1.
Lord Have Mercy
a prayer for Lent and for always
Terence Alfred Aditon
Remember not the sins of my youth, nor my transgressions: according to thy mercy remember thou me for thy goodness’ sake, O Lord. Psalm 27:7 (KJV)
Please God, have mercy on me
when I cannot sleep
for remembrance of my sins,
Lonely for those I wronged
or scorned or
left unanswered
or abandoned by my silences
and my absence.
Have mercy, Lord.
Do I dare even ask it?
You asked for mercy, in Gethsemane,
but God did not give it.
Instead, the brutal anguish.
But then, the Resurrection.
If we are born again,
does it mean we start anew?
We are born to new life, they say –
But newness is so varied –
what is new? How is it so?
Our actions? Words? Demeanor?
2.
To be born again, I need to find
The soul depths of repentance. My sins
cannot be bundled up and tossed away.
Maybe some can do that, just forget.
I cannot.
I must remember and re-live
the wrongs that I have done
so their enormity
overwhelms with grief.
Do not read this — put the page away
If now your heavy heart can take no more.
It will come back another day.
The process of repentance draws us back
against our will,
wanting cheer, not sadness –
But like the cartoon spectre,
it waits and knows
surrender to memory will come.
And we take up the path again.
It is the road, finally, to salvation, because
at the end, in asking forgiveness,
in contrition and awe,
We have come to where we must,
to the foot of the Cross,
3.
There to pray, and be
finally
set free.
Poet and writer Terence Alfred Aditon is a frequent contributor to the Magazine.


Assignment ->
Return only those lines of the material that contain "pricing".

*** Opening of Data ***

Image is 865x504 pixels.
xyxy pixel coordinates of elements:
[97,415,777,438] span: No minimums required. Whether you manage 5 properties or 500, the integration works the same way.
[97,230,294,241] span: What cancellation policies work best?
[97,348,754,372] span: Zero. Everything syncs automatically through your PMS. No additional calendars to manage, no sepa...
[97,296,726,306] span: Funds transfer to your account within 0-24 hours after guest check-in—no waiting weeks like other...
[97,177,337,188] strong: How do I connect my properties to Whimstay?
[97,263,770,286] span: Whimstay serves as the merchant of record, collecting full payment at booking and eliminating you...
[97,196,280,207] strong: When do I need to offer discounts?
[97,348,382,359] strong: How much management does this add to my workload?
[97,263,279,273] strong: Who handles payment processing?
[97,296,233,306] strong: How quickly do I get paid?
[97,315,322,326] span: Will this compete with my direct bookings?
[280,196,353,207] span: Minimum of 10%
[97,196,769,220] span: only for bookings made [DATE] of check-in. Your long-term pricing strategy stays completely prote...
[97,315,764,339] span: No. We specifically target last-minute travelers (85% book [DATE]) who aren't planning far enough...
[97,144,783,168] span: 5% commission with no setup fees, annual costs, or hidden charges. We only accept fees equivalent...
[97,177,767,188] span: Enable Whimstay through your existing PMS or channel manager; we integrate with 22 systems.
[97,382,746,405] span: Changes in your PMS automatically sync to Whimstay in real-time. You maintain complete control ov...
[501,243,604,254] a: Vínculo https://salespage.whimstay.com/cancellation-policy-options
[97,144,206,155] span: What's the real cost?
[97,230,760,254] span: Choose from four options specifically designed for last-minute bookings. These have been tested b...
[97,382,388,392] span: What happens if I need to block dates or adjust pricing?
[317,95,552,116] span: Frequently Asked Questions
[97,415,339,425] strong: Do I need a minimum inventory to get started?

*** Close of Data ***

The answer ->
[97,196,769,220] span: only for bookings made [DATE] of check-in. Your long-term pricing strategy stays completely prote...
[97,382,388,392] span: What happens if I need to block dates or adjust pricing?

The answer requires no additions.